The purple radiance of the set sun yet lingered on the heath-clad summits of the distant hills, whose long and wavy line spread far away to the westward; and every feature in the landscape, and every sound that fell on the ear, spoke to me of home, and filled my heart with a strange combination of joy and sadness.
Since those days, a railway has effected a great change in our little village. Now, an excursion train shoots ten thousand passengers through it at the rate of forty miles per hour. Then, its visitors were few. The war-worn soldier, travelling afoot with his knapsack, and with his memories of Granby, Cornwallis, and Abercrombie; the Heights of Abraham, and the Bay of Aboukir; the old familiar pedlar with his pack of trinkets and his blarney; the swarthy and uncouth gipsies, who made horn spoons and milking-pails; or the weary wayfarer with his proverbial staff and bundle, came there at times, leisurely, slowly, and surely; pausing on the brow of the hill, ere they descended into the densely-wooded valley, where the red mountain burn brawled hoarsely under an old bridge of the monkish times, or halted to drink a stoup of brown ale, or of limpid usquebaugh, at the old village inn, ere they pushed further on their journey into the busier world beyond.
Now, a giant viaduct, that might remind one of Rome or of Tivoli, save that its numerous arches are built of flaming red brick, spans, high in air, the wooded dell, leaping, as it were, from hill to hill; and then the huge train clatters and screams with its flaring red lights and brass-mounted engine, as it tears along with its living freight, or with countless trucks of luggage,—on, on, and on, as with a roar like thunder, it vanishes into the bowels of a tunnelled mountain. In those days, a newspaper which came once weekly, to the minister, served to inform the whole village of the doings of "the Corsican tyrant;" of the battle of Camperdown, and the glories of Trafalgar; but now, we heard how the Guards and Highlanders went up the heights of Alma, and of the valour of "the thin red streak" at Balaclava, as soon as the citizens of the great metropolis,—for we have our own electric wire as well as they.
Strange as it may seem in these our days of cheap postage and swift communication, in consequence of the wandering life I had led, and the desultory nature of our operations by land and sea in the Antilles, I had never heard from my home since leaving it, nor had any letters of mine been received; and thus, with a heart swollen by anxiety and mournful recollections, I made a rapid survey of the scene, dreading—I knew not what!
An aged thorn-tree that had overhung the road for centuries, and whereon many an outlaw had swung in the times of old—a tree whose gnarled branches I was wont to climb, had been cut down, and its absence gave me a shock, so sensitive did vague apprehension make me. The roads and paths were all familiar as the faces of old friends; in boyhood I had traversed them a thousand times, seeking bird-nests, rabbit-holes, and scarlet berries in autumn.
The old manse recalled Dr. Twaddel the minister, with his white hair, his curved paunch, and his old bunch of red gold seals that hung thereat—and my poor mother's visit to him about me. How sadly I smiled when thinking of his monitory tones!—and there too, was the ancient church with its ivy-shrouded belfry, wherein an owl nestled by day and screamed by night. The old village signboards, and the old village sounds were around me; and now I was at the gate of the garden, in which Lotty and I used to plant flowers and shrubs—shrubs that had since grown to veritable trees; and now after all my wanderings, after ploughing the great deep, and having had the roar of battle in my ear, and seen the colours of the Fusiliers riven to rags by shot and shell, I felt like a boy again when standing on my mother's threshold.
I was close to the first starting-place of the soul, yet my heart sank within me!
I was so full of anxious thoughts, that Haystone (rightly dreading lest strangers instead of friends might meet me) hastily rang the bell, and after speaking to a servant, returned, saying cheerily—
"All right, my boy—the old lady is alive and well."
"Thank God!" said I, as we were ushered in.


[INSTRUCTIONS FOR THE TASK] Every record below should be repeated exactly, with the pictures left out.

--- START ---

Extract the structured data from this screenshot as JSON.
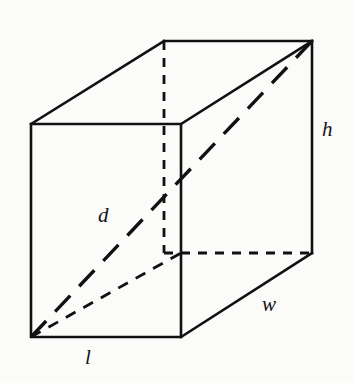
{
  "diagram": {
    "shape": "rectangular-prism",
    "background_color": "#fbfbfa",
    "line_color": "#111111",
    "labels": {
      "length": "l",
      "width": "w",
      "height": "h",
      "diagonal": "d"
    },
    "geometry": {
      "front_face": {
        "top_left": [
          31,
          124
        ],
        "top_right": [
          181,
          124
        ],
        "bottom_right": [
          181,
          337
        ],
        "bottom_left": [
          31,
          337
        ]
      },
      "back_face": {
        "top_left": [
          164,
          41
        ],
        "top_right": [
          312,
          41
        ],
        "bottom_right": [
          312,
          253
        ],
        "bottom_left": [
          164,
          253
        ]
      },
      "space_diagonal": {
        "from": [
          31,
          337
        ],
        "to": [
          312,
          41
        ],
        "style": "long-dash"
      },
      "base_diagonal": {
        "from": [
          31,
          337
        ],
        "to": [
          181,
          253
        ],
        "style": "hidden-dash"
      },
      "hidden_edges": [
        {
          "from": [
            164,
            41
          ],
          "to": [
            164,
            253
          ],
          "name": "back-left-vertical"
        },
        {
          "from": [
            164,
            253
          ],
          "to": [
            312,
            253
          ],
          "name": "back-bottom-horizontal"
        },
        {
          "from": [
            31,
            124
          ],
          "to": [
            164,
            41
          ],
          "name": "top-left-receding"
        }
      ]
    },
    "label_positions": {
      "d": [
        104,
        215
      ],
      "h": [
        328,
        130
      ],
      "w": [
        270,
        305
      ],
      "l": [
        90,
        358
      ]
    }
  }
}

--- END ---

[TASK SOLUTION]
Extract the structured data from this screenshot as JSON.
{
  "diagram": {
    "shape": "rectangular-prism",
    "background_color": "#fbfbfa",
    "line_color": "#111111",
    "labels": {
      "length": "l",
      "width": "w",
      "height": "h",
      "diagonal": "d"
    },
    "geometry": {
      "front_face": {
        "top_left": [
          31,
          124
        ],
        "top_right": [
          181,
          124
        ],
        "bottom_right": [
          181,
          337
        ],
        "bottom_left": [
          31,
          337
        ]
      },
      "back_face": {
        "top_left": [
          164,
          41
        ],
        "top_right": [
          312,
          41
        ],
        "bottom_right": [
          312,
          253
        ],
        "bottom_left": [
          164,
          253
        ]
      },
      "space_diagonal": {
        "from": [
          31,
          337
        ],
        "to": [
          312,
          41
        ],
        "style": "long-dash"
      },
      "base_diagonal": {
        "from": [
          31,
          337
        ],
        "to": [
          181,
          253
        ],
        "style": "hidden-dash"
      },
      "hidden_edges": [
        {
          "from": [
            164,
            41
          ],
          "to": [
            164,
            253
          ],
          "name": "back-left-vertical"
        },
        {
          "from": [
            164,
            253
          ],
          "to": [
            312,
            253
          ],
          "name": "back-bottom-horizontal"
        },
        {
          "from": [
            31,
            124
          ],
          "to": [
            164,
            41
          ],
          "name": "top-left-receding"
        }
      ]
    },
    "label_positions": {
      "d": [
        104,
        215
      ],
      "h": [
        328,
        130
      ],
      "w": [
        270,
        305
      ],
      "l": [
        90,
        358
      ]
    }
  }
}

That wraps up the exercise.